Before the sun rose he heard a bird calling, briefly, repeatedly, with rather muted resonance. A dull, humble song, but one that rang out for all the living and the dead.

The soldier who helped Volsky to carry his comrades’ bodies greeted him oddly: “Now then, cheer up, Granddad!” Granddad! Volsky smiled, telling himself that, drained by a sleepless night, the other, a man of his own age, was babbling nonsense. He would have thought no more about that incongruous greeting but then the nurse, who was putting a dressing on his wrist, concluded: “There you are, Grandpa. Like that you’ll be all set for the next battle.” He burst out laughing and saw a flicker of doubt in the woman’s eyes. A mirror hung on the wall of the dressing station. He went up to it… And clapped his hand to his head, as if to hide it. His hair was white, that snowy white that some old men sport with such elegance.

From that day onward he stopped writing to Mila. The blockade of Leningrad continued and Volsky knew what that signified for a woman who had already been living through it for two years. He could imagine the city under siege in summer, those thousands of buildings filled with corpses… No letter from Mila had reached him: the postal service rarely broke through the mesh of the blockade. Besides, how could he be found, with his transfers from one front to another? Dreaming up all these reasons helped him to think that Mila was still alive.

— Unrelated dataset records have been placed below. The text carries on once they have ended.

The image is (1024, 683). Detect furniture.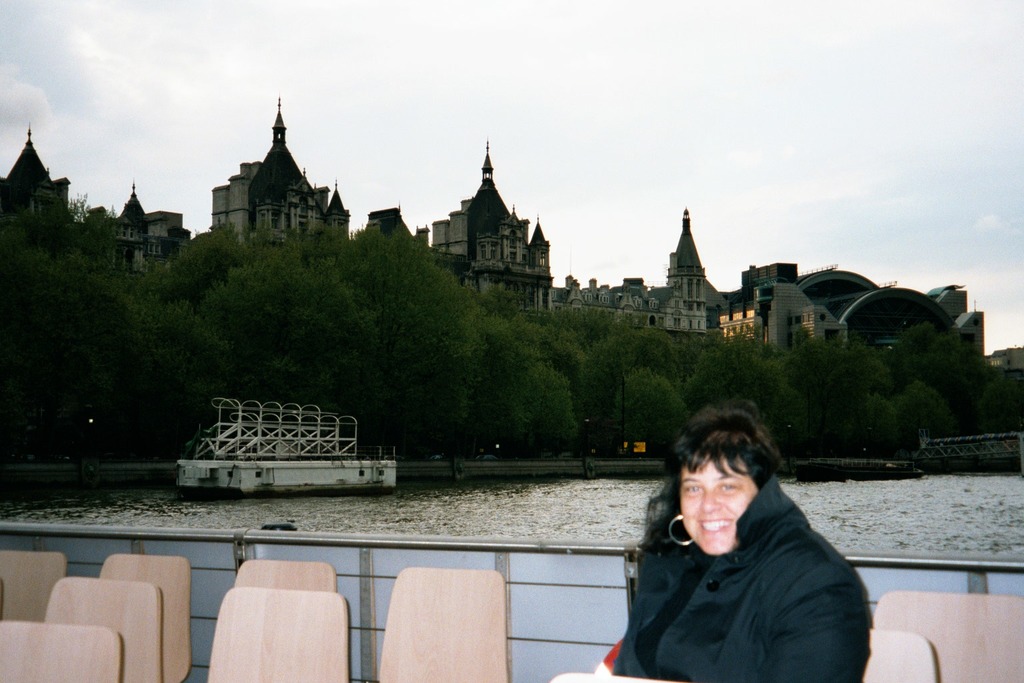
Detection: 0:619:127:682.
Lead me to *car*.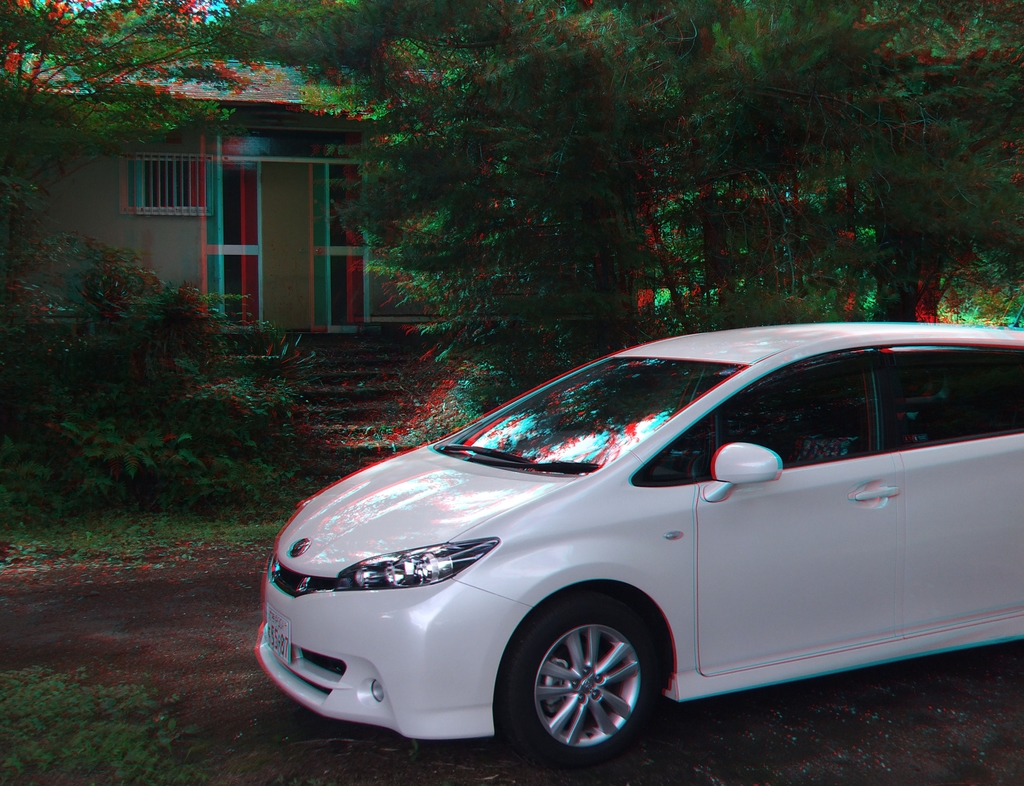
Lead to [left=256, top=325, right=1023, bottom=767].
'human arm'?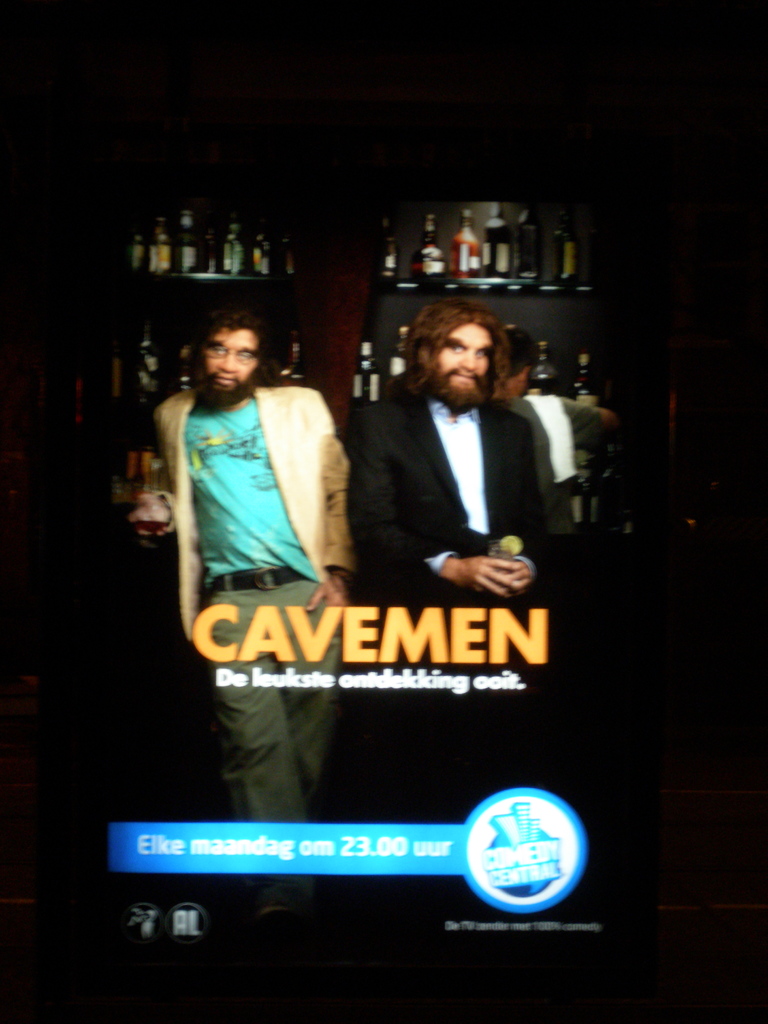
Rect(126, 397, 188, 540)
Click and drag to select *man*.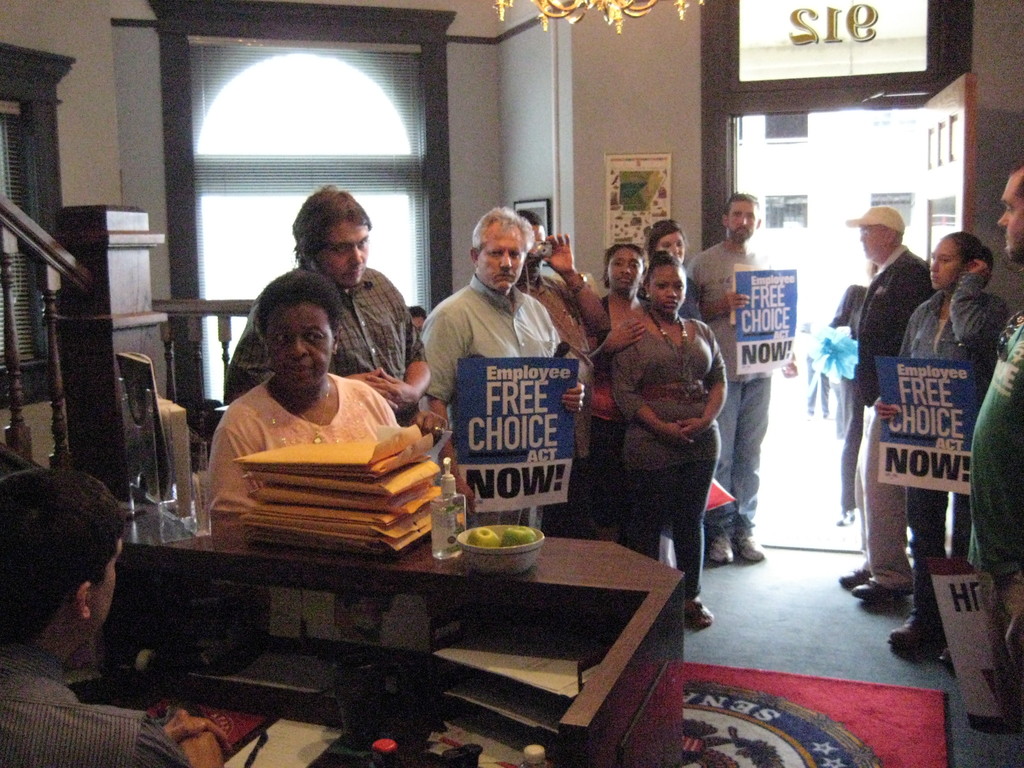
Selection: rect(952, 167, 1023, 767).
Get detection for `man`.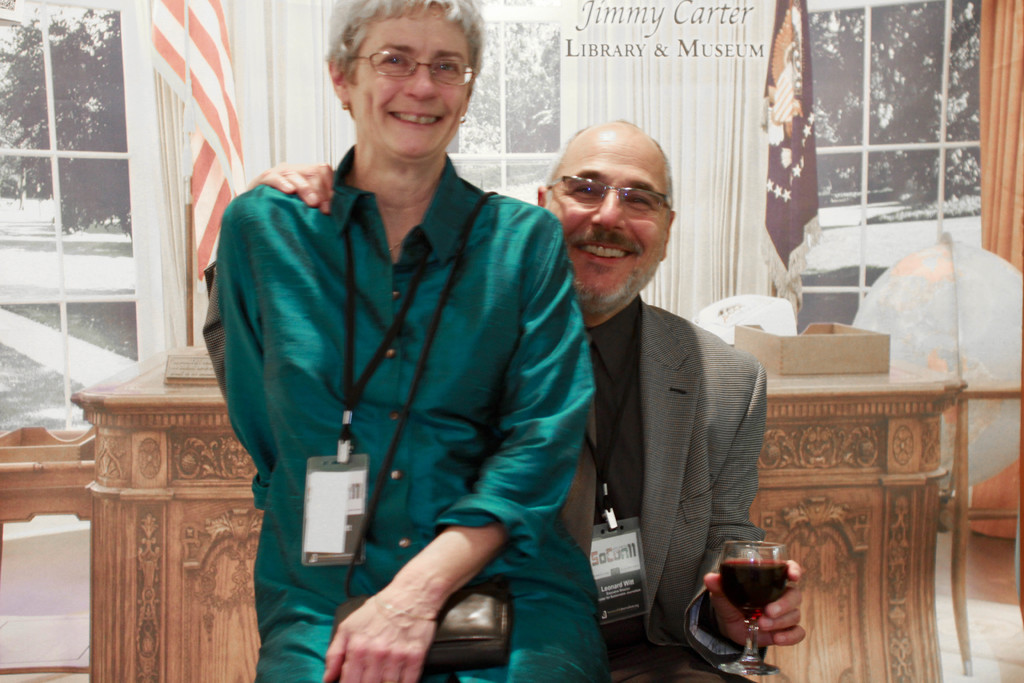
Detection: 438/94/796/670.
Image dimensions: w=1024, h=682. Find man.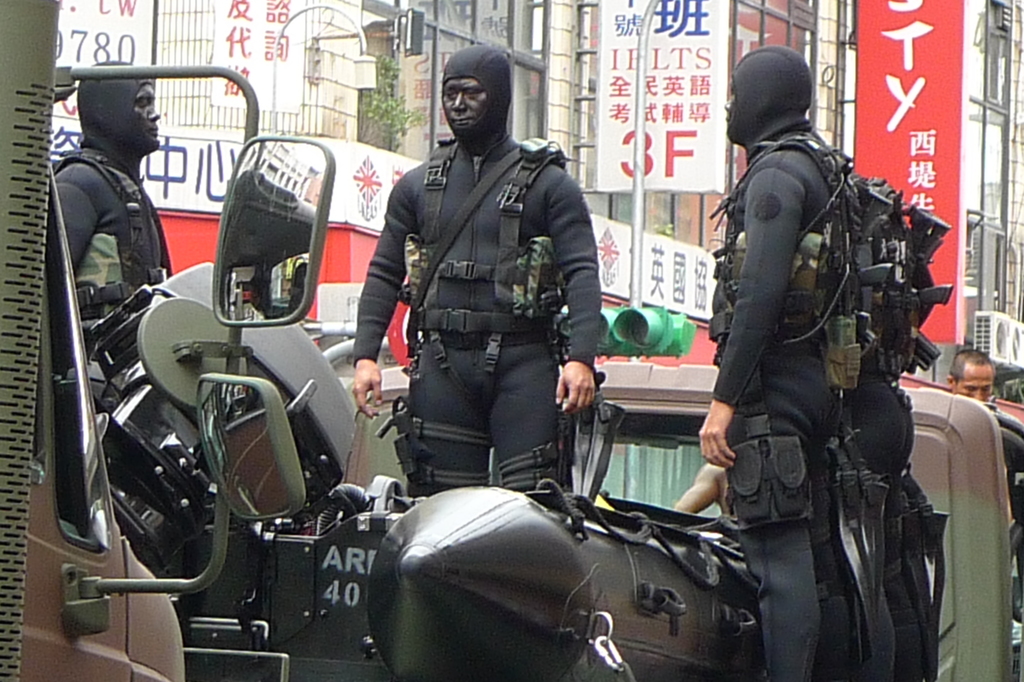
<bbox>352, 79, 609, 514</bbox>.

On the day after the Battle of Kursk, when he saw himself in the mirror at the dressing station all these speculations about the mail became pointless. This old soldier with a strangely young face, scarred with a slight rictus, was another man.

This other man went back to the war almost serenely, telling himself that the person he had once been no longer existed, a little as if he had been killed. The extinguishing of all hope made a good soldier of him. No letters, no waiting for letters, no becoming emotional, which, in war, is the frequent cause of carelessness and hence of death. He became fused with the gun he served, became effectively mechanical, impassive, thrifty with words. And as time passed he even ceased to be surprised when young people addressed him as “Grandpa.”